'50s show on WCBS
is shama-lama-gone
By DAVID HINCKLEY
DAILY NEWS STAFF WRITER
Wednesday, August 7th, 2002
It's goodnight sweetheart for the long-running Sunday night "Doo-Wop Shop" on WCBS-FM (101.1).
Host Don K. Reed will open the shop for the last time on Aug. 25 in what WCBS-FM program director Joe McCoy says will be "a celebration of its 27 years on the air."
Reed's program is the last on New York commercial radio to feature the music that in the '50s was a foundation of fledgling rock 'n' roll radio: songs like "Why Do Fools Fall in Love," "Earth Angel," "Sixteen Candles," "Smoke Gets in Your Eyes" and "Sincerely," sung by vocal groups like the Teenagers, Moonglows, Flamingos, Crests, Chantels and Capris.
"This music deserves a celebration," says McCoy, a personal fan. "It's been a big part of this radio station."
WCBS-FM has already, over the last few years, been removing some '50s music and adding '70s and '80s hits. The goal is to attract new listeners who grew up with more recent oldies and thus avoid the fate of, say, popular standards WNEW-AM, whose listeners were extremely loyal but declining in numbers and increasingly less desireable to advertisers.
Any musical change always frustrates some fans who have listened to a station for years. But commercial radio is a business, and WCBS-FM, while still a top-five station, has seen a bit of ratings erosion it would like to stem by making new regulars of those younger listeners.
"People who like doo-wop really like it, but people who don't, turn it off," says McCoy. "This makes the sound of our station consistent, so all our listeners can tune us in at any time."
He says WCBS-FM will continue to sprinkle "doo-wop songs everyone knows and likes," like "Book of Love," "Come Go With Me" or "Since I Don't Have You," into regular programming.
Infinity Broadcasting, which owns WCBS-FM, has taken most '50s music off its oldies stations in several cities - though a doo-wop show in Philadelphia was reinstated after protests.
McCoy says Reed hasn't decided whether to keep doing Sunday nights after the "Doo-Wop Shop" ends.
"We know people will miss the show," McCoy says. "But it's no longer 20 years ago. Its time had come."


— TO DO —
From the records below, take each line where the string "series" shows up and copy it.

● ● ● ● ● ● ●

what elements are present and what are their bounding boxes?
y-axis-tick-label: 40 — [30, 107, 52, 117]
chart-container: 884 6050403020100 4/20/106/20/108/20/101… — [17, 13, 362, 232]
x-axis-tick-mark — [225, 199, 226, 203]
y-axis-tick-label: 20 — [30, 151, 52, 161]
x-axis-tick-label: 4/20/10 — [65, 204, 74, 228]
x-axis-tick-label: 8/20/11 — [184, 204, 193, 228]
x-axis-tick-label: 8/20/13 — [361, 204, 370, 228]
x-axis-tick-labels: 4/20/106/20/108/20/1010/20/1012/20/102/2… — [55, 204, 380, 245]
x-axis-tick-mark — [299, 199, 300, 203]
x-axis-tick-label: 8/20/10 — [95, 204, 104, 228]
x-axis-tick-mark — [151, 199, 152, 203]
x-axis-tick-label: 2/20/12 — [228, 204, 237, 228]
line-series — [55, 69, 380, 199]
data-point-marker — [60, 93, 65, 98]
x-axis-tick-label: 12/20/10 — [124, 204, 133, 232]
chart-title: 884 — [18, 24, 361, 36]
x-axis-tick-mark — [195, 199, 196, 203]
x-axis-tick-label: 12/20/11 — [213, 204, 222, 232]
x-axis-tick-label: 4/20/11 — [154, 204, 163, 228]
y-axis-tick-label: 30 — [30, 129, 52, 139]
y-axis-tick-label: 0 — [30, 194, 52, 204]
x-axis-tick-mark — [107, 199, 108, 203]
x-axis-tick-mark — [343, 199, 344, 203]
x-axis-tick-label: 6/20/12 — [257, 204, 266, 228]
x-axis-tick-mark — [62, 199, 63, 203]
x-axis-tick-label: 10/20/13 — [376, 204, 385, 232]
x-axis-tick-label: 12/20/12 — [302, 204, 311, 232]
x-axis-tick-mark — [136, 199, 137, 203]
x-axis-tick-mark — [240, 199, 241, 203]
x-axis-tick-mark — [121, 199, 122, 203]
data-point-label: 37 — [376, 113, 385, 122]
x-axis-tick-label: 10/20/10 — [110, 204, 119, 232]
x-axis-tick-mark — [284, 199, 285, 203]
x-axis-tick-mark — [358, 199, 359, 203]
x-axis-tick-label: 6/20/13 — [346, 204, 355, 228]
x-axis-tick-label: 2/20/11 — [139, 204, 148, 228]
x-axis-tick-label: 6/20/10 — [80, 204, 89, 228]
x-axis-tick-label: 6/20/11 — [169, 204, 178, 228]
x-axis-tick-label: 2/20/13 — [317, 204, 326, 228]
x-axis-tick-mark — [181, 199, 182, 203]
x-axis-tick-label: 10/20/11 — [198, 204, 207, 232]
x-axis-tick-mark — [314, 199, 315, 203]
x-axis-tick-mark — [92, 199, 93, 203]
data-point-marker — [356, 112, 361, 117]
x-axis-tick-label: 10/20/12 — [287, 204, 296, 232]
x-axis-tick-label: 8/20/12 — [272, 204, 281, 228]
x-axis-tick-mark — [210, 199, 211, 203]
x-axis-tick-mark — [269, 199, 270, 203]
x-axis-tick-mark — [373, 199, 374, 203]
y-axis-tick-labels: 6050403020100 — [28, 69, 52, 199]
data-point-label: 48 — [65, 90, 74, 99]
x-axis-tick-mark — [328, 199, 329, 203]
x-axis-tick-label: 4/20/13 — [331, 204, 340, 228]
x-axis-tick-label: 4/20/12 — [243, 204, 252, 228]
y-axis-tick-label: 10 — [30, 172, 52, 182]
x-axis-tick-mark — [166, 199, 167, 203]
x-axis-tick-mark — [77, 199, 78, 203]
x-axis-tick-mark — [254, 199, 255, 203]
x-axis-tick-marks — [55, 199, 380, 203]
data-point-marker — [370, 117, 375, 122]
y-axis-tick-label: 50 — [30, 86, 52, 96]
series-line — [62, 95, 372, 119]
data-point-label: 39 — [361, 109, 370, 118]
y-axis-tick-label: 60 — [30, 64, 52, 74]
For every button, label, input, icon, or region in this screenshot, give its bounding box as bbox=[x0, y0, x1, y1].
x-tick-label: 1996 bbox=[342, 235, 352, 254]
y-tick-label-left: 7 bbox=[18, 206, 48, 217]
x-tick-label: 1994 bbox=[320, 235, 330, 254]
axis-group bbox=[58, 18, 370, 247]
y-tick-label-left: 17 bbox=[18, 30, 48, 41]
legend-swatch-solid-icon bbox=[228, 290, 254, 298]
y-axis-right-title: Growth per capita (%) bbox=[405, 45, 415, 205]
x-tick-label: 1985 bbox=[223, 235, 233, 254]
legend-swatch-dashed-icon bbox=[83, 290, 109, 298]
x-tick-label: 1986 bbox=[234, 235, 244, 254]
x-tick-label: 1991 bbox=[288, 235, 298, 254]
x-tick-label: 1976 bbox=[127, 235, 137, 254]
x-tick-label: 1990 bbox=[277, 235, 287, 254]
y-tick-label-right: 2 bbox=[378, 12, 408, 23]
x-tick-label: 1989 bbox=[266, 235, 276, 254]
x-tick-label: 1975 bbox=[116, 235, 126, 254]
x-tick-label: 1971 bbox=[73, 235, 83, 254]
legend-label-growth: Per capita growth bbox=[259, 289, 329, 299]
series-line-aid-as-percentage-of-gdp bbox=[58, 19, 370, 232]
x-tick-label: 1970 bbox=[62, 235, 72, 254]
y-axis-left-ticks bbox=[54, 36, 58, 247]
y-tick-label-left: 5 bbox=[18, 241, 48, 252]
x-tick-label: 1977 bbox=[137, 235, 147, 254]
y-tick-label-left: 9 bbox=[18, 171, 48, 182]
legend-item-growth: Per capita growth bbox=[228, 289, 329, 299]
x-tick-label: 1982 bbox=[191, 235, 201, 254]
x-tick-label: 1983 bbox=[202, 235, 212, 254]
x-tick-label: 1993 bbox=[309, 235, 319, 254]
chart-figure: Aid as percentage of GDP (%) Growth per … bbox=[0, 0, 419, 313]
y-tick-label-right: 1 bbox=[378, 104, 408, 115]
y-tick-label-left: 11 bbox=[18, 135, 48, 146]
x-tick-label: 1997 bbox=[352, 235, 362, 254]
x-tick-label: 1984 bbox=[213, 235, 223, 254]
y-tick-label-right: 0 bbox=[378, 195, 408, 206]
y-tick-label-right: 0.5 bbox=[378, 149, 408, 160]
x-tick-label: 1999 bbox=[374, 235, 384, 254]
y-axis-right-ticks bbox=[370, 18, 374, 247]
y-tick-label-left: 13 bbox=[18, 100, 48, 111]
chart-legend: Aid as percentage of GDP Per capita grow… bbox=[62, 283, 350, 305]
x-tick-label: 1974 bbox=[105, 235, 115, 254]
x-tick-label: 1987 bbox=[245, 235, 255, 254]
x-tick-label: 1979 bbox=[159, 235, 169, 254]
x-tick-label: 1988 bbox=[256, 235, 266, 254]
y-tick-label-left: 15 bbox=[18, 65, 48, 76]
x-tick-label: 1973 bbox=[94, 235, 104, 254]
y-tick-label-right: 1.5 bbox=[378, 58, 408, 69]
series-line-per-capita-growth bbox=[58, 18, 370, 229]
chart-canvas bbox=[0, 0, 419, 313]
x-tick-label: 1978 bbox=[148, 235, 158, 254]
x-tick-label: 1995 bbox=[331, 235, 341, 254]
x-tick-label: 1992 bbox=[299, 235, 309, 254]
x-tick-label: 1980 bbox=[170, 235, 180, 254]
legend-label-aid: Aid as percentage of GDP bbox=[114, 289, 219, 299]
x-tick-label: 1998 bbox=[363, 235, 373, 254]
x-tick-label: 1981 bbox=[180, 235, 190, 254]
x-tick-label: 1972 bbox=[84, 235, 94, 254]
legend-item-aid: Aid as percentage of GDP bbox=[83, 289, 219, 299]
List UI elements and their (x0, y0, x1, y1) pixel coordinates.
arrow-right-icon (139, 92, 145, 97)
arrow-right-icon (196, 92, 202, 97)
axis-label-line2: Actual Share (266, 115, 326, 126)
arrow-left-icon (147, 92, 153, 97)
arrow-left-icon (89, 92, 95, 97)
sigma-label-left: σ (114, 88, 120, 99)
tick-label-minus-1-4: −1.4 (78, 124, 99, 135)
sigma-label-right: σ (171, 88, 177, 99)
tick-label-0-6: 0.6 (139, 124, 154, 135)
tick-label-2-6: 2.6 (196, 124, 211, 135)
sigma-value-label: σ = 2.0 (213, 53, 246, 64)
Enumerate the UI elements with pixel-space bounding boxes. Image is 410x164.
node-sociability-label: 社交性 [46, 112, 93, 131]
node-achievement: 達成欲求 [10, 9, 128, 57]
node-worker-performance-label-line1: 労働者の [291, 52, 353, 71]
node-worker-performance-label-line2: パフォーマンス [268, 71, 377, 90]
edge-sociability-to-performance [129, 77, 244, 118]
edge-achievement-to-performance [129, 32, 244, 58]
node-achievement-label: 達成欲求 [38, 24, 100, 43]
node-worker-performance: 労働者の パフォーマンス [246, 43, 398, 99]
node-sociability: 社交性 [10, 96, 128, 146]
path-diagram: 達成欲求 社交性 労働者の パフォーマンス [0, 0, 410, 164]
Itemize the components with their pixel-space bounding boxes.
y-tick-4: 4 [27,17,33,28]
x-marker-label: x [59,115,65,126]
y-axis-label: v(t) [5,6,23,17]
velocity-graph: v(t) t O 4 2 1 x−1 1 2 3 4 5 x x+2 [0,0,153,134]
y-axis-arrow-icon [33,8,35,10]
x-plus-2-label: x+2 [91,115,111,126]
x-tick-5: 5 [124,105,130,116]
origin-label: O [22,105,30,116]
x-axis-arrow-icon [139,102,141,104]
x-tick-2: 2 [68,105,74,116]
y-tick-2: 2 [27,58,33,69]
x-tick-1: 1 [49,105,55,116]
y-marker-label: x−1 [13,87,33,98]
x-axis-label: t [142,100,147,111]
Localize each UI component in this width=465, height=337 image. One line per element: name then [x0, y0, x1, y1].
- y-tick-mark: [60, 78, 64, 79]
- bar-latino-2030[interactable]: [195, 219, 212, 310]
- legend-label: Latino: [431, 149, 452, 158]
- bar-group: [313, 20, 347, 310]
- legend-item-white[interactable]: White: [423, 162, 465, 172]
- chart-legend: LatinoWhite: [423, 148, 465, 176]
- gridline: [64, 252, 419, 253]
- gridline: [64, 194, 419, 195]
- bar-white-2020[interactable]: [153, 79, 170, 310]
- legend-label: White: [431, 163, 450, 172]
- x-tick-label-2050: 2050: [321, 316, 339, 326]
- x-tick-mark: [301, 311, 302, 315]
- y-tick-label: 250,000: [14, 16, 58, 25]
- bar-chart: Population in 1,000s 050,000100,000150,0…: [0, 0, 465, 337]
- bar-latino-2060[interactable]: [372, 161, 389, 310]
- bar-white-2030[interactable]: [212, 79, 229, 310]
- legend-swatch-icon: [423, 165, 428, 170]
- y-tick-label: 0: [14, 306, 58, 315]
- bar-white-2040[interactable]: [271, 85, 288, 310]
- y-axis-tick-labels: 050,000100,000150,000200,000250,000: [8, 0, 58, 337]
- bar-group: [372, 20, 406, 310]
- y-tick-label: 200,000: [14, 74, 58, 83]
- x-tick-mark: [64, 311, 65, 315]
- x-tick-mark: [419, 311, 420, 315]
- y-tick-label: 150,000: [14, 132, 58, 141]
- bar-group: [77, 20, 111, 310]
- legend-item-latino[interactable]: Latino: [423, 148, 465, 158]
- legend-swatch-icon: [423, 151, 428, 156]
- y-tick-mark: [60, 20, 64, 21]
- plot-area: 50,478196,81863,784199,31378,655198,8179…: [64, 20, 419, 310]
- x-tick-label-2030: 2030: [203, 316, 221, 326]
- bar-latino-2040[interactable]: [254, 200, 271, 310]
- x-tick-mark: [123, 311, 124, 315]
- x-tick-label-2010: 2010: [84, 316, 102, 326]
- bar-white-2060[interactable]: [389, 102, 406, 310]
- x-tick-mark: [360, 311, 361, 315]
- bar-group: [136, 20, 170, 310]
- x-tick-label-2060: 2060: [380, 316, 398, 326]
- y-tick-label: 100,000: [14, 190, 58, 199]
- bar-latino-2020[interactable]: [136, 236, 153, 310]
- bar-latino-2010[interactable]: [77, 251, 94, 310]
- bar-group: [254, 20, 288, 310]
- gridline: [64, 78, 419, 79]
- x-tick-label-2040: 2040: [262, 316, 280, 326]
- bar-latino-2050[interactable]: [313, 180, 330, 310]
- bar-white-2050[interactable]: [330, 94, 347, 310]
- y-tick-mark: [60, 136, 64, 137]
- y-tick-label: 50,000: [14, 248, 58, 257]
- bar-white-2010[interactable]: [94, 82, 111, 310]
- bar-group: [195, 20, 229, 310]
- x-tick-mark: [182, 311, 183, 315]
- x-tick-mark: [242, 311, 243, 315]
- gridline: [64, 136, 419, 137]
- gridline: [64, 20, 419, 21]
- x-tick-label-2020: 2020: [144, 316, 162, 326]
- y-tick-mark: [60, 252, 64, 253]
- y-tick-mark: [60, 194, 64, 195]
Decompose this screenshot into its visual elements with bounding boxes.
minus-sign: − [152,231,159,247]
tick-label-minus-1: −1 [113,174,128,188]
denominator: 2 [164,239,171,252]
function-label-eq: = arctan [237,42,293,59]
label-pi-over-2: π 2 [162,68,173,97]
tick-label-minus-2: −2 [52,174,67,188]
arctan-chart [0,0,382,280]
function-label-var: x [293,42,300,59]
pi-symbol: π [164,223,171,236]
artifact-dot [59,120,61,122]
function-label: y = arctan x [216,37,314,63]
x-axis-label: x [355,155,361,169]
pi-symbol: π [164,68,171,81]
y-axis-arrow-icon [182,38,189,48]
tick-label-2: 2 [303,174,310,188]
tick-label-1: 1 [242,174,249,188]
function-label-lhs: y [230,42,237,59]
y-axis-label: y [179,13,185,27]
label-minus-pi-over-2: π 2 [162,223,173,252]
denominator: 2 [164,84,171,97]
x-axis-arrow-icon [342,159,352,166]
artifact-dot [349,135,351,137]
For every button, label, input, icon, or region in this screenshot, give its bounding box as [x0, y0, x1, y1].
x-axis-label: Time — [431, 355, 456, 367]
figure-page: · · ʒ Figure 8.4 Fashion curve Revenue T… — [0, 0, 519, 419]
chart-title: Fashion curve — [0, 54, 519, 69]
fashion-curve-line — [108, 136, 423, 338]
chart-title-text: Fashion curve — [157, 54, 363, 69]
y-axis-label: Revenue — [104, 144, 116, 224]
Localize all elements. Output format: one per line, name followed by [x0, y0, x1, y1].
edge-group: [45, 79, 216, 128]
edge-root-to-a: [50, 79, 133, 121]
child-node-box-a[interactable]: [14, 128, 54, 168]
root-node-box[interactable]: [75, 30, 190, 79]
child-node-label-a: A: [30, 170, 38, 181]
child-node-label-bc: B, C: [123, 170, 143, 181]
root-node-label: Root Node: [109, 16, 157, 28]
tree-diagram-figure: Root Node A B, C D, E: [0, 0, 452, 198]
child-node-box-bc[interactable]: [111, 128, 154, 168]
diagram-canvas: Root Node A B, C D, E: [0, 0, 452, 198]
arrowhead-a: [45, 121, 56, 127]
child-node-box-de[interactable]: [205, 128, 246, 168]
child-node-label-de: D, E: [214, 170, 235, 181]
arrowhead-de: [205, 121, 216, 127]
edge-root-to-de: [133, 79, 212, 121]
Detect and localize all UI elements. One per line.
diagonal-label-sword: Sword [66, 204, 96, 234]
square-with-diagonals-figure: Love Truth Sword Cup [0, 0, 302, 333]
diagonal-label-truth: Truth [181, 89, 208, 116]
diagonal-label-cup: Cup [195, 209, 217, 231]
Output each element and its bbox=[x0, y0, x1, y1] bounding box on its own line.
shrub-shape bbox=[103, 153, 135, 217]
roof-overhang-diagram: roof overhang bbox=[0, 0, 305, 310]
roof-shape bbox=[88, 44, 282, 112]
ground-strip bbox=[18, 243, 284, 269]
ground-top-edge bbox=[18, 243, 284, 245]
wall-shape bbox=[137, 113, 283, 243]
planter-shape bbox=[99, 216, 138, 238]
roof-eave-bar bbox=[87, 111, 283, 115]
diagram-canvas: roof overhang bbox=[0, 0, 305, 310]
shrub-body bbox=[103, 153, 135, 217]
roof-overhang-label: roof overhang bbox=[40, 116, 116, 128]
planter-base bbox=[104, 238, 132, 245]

● ● ● ● ● ● ●

— RESPONSE TO THE EXERCISE —
line-series — [55, 69, 380, 199]
series-line — [62, 95, 372, 119]
series-line-aid-as-percentage-of-gdp bbox=[58, 19, 370, 232]
series-line-per-capita-growth bbox=[58, 18, 370, 229]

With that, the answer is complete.